CSCI 3650
Summer 2004
Homework Assignment 6

Due: Tuesday, June 22.

  1. Redo question 8 from the second exam. For part (a), write clear equations. Make sure your equations are correct. Try them on examples. For part (b), write a program. A vague description of an algorithm will not do. For part (c), analyze your algorithm in terms of both x and n. Do not just write the answer. Explain how you got the answer.

  2. Redo question 9 from the second exam. For part (a), write a program, not a vague description of an algorithm. Design your program so that it runs in time O(n + m). For part (b), give a clear and convincing reason behind your analysis. It will not do just to say that the time is O(n + m) just because I asked for that. Make sure that the time really is O(n + m).

  3. Problem 34.2-1, page 982. Two graphs are isomorphic if it is possible to number the vertices so that they have edges between exactly the same numbered vertices. That is, after renumbering the vertices, there is an edge between vertices i and j in the first graph if and only if there is an edge between vertices i and j in the second graph. (Hint. What should the evidence be? Describe how to prosecute your case. What algorithm does the jury use to check the evidence? Are you sure that the jury cannot be fooled? If the correct answer is yes, does there always exist evidence that the prosecutor can present that will convince the jury?)

  4. Problem 34.2-6, page 983.

  5. Problem 34.5-1, page 1017. You get a subgraph of a graph by removing zero or more edges and zero or more vertices. If you remove a vertex, then you must remove all of the edges that hit that vertex. (Hint. You need to show that the subgraph isomorphism problem is in NP, and that some known NP-complete problem transforms to it. Be careful about proving this problem is in NP. Make sure that the jury is not asked to solve a difficult problem. The prosecutor must present enough evidence to make the jury's job easy. What evidence will help? For the second part, try transforming the clique problem to the subgraph isomorphism problem. If you know how to tell whether graph H is isomorphic to a subgraph of graph G, for any graphs H and G, how can you determine whether a graph G contains a clique of a given size K? What subgraph should you look for?)

  6. Problem 34.5-7, page 1017. For this problem, use the following statement of the longest simple cycle problem.

    Input. An undirected graph G and a positive integer K.

    Question. Is there a simple cycle in G whose length is at least K? A simple cycle is a path from a vertex back to itself that does not go through any vertex more than once. The length of a simple cycle is the number of vertices in it.

    (Hint. First show that this problem is in NP. Then show that the Hamilton cycle problem transforms to it. If you know how to determine whether a graph has a cycle of a given length, how can you determine whether a graph has a Hamilton cycle?)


**Your assignment**
Using "pixels" as the search string, find the matching lines below and copy them.

**Dataset**
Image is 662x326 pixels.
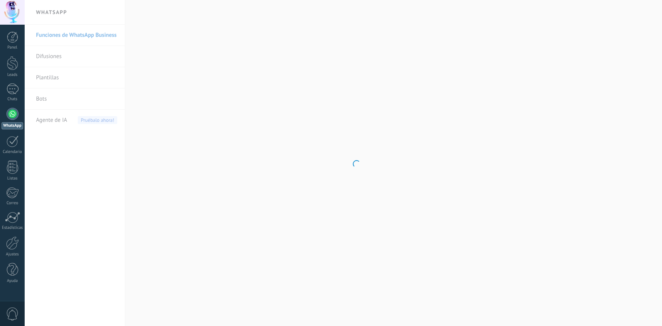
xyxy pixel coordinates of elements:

...

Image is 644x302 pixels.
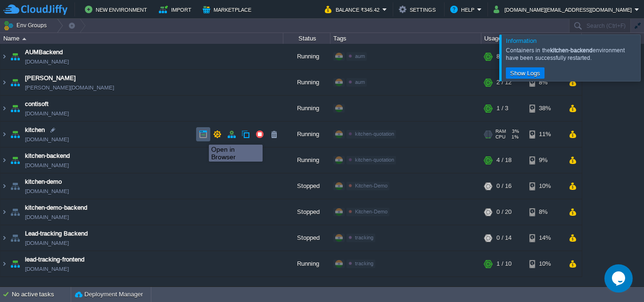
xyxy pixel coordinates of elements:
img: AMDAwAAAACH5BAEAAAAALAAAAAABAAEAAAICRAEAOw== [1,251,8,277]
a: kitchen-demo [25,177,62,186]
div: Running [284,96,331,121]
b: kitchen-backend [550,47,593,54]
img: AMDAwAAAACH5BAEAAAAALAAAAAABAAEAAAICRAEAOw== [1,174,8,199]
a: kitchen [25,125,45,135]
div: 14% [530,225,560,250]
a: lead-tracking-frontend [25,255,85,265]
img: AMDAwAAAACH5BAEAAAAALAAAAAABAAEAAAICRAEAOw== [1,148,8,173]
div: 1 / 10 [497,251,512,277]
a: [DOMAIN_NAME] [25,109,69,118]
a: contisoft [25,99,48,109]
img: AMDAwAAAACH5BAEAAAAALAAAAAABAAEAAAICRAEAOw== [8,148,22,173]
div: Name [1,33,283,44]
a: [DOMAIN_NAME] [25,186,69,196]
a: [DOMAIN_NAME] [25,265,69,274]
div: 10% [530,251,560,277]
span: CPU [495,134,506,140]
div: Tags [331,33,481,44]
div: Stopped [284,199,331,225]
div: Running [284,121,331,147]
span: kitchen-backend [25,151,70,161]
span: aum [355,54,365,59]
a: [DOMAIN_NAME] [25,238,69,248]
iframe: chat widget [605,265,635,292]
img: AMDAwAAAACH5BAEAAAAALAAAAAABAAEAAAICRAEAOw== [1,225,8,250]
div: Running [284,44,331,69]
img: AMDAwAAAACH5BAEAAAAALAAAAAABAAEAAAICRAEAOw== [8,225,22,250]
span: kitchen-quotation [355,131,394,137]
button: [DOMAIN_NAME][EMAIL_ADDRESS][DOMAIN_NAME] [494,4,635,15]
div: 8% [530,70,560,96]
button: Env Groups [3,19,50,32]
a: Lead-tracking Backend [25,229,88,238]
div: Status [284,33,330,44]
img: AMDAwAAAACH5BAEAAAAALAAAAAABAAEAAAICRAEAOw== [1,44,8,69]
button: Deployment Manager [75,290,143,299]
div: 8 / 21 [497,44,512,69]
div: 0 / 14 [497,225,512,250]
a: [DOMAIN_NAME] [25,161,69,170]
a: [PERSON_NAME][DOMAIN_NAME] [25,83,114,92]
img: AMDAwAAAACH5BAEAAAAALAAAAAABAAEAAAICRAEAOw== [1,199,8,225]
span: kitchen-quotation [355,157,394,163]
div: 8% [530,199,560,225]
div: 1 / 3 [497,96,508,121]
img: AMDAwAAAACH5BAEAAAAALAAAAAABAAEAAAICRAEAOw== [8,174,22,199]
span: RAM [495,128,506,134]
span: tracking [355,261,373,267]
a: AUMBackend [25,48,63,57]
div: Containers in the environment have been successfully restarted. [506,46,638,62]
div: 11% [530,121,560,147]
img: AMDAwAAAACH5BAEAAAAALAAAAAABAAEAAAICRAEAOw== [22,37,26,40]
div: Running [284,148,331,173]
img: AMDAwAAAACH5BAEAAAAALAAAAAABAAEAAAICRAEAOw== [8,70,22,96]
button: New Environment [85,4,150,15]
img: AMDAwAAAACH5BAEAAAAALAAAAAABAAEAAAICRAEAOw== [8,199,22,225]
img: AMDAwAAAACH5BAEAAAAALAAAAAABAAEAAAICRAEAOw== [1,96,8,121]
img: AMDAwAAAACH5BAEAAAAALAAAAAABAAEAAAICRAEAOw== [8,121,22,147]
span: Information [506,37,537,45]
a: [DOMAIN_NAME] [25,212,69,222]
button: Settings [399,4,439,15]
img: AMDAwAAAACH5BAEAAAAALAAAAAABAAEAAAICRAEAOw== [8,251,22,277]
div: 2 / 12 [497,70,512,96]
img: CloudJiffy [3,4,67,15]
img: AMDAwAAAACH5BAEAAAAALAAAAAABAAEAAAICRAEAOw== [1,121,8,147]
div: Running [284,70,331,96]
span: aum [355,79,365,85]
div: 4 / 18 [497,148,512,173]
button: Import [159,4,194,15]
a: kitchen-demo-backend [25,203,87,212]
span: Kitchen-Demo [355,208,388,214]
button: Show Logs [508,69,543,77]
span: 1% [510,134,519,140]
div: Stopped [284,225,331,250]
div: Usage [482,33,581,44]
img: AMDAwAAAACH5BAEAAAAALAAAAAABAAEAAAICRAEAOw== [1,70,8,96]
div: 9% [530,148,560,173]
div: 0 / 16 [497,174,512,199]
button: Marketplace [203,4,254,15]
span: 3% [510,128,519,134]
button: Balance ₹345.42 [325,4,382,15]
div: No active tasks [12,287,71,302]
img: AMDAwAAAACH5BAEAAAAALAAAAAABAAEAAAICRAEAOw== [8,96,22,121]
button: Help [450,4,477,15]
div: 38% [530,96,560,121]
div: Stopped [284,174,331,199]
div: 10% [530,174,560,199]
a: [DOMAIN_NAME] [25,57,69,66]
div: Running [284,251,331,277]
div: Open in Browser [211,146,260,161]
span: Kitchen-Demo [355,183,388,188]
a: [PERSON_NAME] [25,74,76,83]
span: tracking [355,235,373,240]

**Solution**
Image is 662x326 pixels.
Image is 644x302 pixels.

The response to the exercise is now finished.